Speaker
Description
The KM3NeT infrastructure comprises two detectors currently under construction in the Mediterranean Sea: KM3NeT/ARCA, designed for the study of high-energy cosmic neutrinos, and KM3NeT/ORCA, optimized for neutrino oscillation studies. The two detectors are already actively taking data, providing competitive results. On February 13th, 2023, the KM3NeT/ARCA neutrino telescope detected the most energetic neutrino ever observed. The event produced a muon with an energy of about 120 PeV at the detector, likely originating from the interaction of an even higher-energy neutrino. In this contribution, we present the details of the detection and we report the subsequent studies performed by the KM3NeT collaboration to investigate its possible origin.

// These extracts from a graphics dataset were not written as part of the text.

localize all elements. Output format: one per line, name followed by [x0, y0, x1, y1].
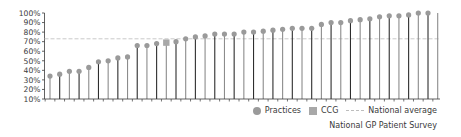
ccg-marker: [163, 39, 169, 45]
practice-marker: [328, 20, 333, 25]
y-axis: 100%90%80%70%60%50%40%30%20%10%: [19, 9, 45, 104]
y-tick-label: 70%: [24, 37, 41, 46]
legend-label-national-average: National average: [368, 106, 437, 115]
practice-marker: [154, 41, 159, 46]
practice-marker: [348, 18, 353, 23]
practice-marker: [183, 36, 188, 41]
x-axis: [45, 99, 441, 102]
y-tick-label: 20%: [24, 85, 41, 94]
practice-marker: [144, 43, 149, 48]
practice-marker: [290, 26, 295, 31]
chart: 100%90%80%70%60%50%40%30%20%10%: [0, 0, 461, 137]
practice-marker: [222, 31, 227, 36]
practice-marker: [387, 13, 392, 18]
legend: Practices CCG National average: [245, 106, 437, 115]
y-tick-label: 40%: [24, 66, 41, 75]
practice-marker: [425, 10, 430, 15]
practice-marker: [270, 28, 275, 33]
practice-marker: [212, 31, 217, 36]
practice-marker: [280, 27, 285, 32]
practice-marker: [67, 69, 72, 74]
source-caption: National GP Patient Survey: [329, 121, 437, 130]
legend-item-ccg: CCG: [309, 106, 338, 115]
practice-marker: [86, 65, 91, 70]
y-tick-label: 90%: [24, 18, 41, 27]
practice-marker: [241, 30, 246, 35]
circle-marker-icon: [253, 107, 261, 115]
legend-label-ccg: CCG: [321, 106, 338, 115]
practice-marker: [106, 58, 111, 63]
practice-marker: [232, 31, 237, 36]
legend-item-practices: Practices: [253, 106, 301, 115]
practice-marker: [115, 55, 120, 60]
practice-marker: [367, 16, 372, 21]
y-tick-label: 100%: [19, 9, 41, 18]
practice-marker: [406, 12, 411, 17]
practice-marker: [47, 73, 52, 78]
practice-marker: [319, 22, 324, 27]
legend-item-national-average: National average: [346, 106, 437, 115]
practice-marker: [299, 26, 304, 31]
practice-marker: [125, 54, 130, 59]
practice-stems: [47, 10, 437, 99]
practice-marker: [96, 59, 101, 64]
practice-marker: [251, 30, 256, 35]
practice-marker: [76, 69, 81, 74]
square-marker-icon: [309, 107, 317, 115]
practice-marker: [173, 39, 178, 44]
y-tick-label: 30%: [24, 76, 41, 85]
y-tick-label: 50%: [24, 57, 41, 66]
practice-marker: [338, 20, 343, 25]
lollipop-chart: 100%90%80%70%60%50%40%30%20%10%: [0, 0, 461, 137]
y-tick-label: 10%: [24, 95, 41, 104]
practice-marker: [377, 14, 382, 19]
dashed-line-icon: [346, 110, 364, 111]
practice-marker: [309, 26, 314, 31]
practice-marker: [135, 43, 140, 48]
practice-marker: [57, 72, 62, 77]
practice-marker: [261, 29, 266, 34]
practice-marker: [396, 13, 401, 18]
y-tick-label: 60%: [24, 47, 41, 56]
y-tick-label: 80%: [24, 28, 41, 37]
practice-marker: [202, 33, 207, 38]
practice-marker: [193, 34, 198, 39]
legend-label-practices: Practices: [265, 106, 301, 115]
practice-marker: [358, 17, 363, 22]
practice-marker: [416, 10, 421, 15]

The investigations address the possibility of a Galactic contribution, explore a cosmogenic scenario associated with ultra-high-energy cosmic-ray interactions, and examine potential correlations with known astrophysical sources. The event is also interpreted in the framework of compatibility with the diffuse flux measured by IceCube, allowing constraints on the contribution from diffuse source populations such as GRBs and AGN. Its reconstructed direction and extreme energy enable the derivation of competitive bounds on possible Lorentz Invariance Violation, while the event topology provides sensitivity to the nature of the parent neutrino. Altogether, KM3-230213A stands as a reference event for the experiment, marking a milestone that has prompted the development of dedicated ultra-high-energy analyses in the collaboration.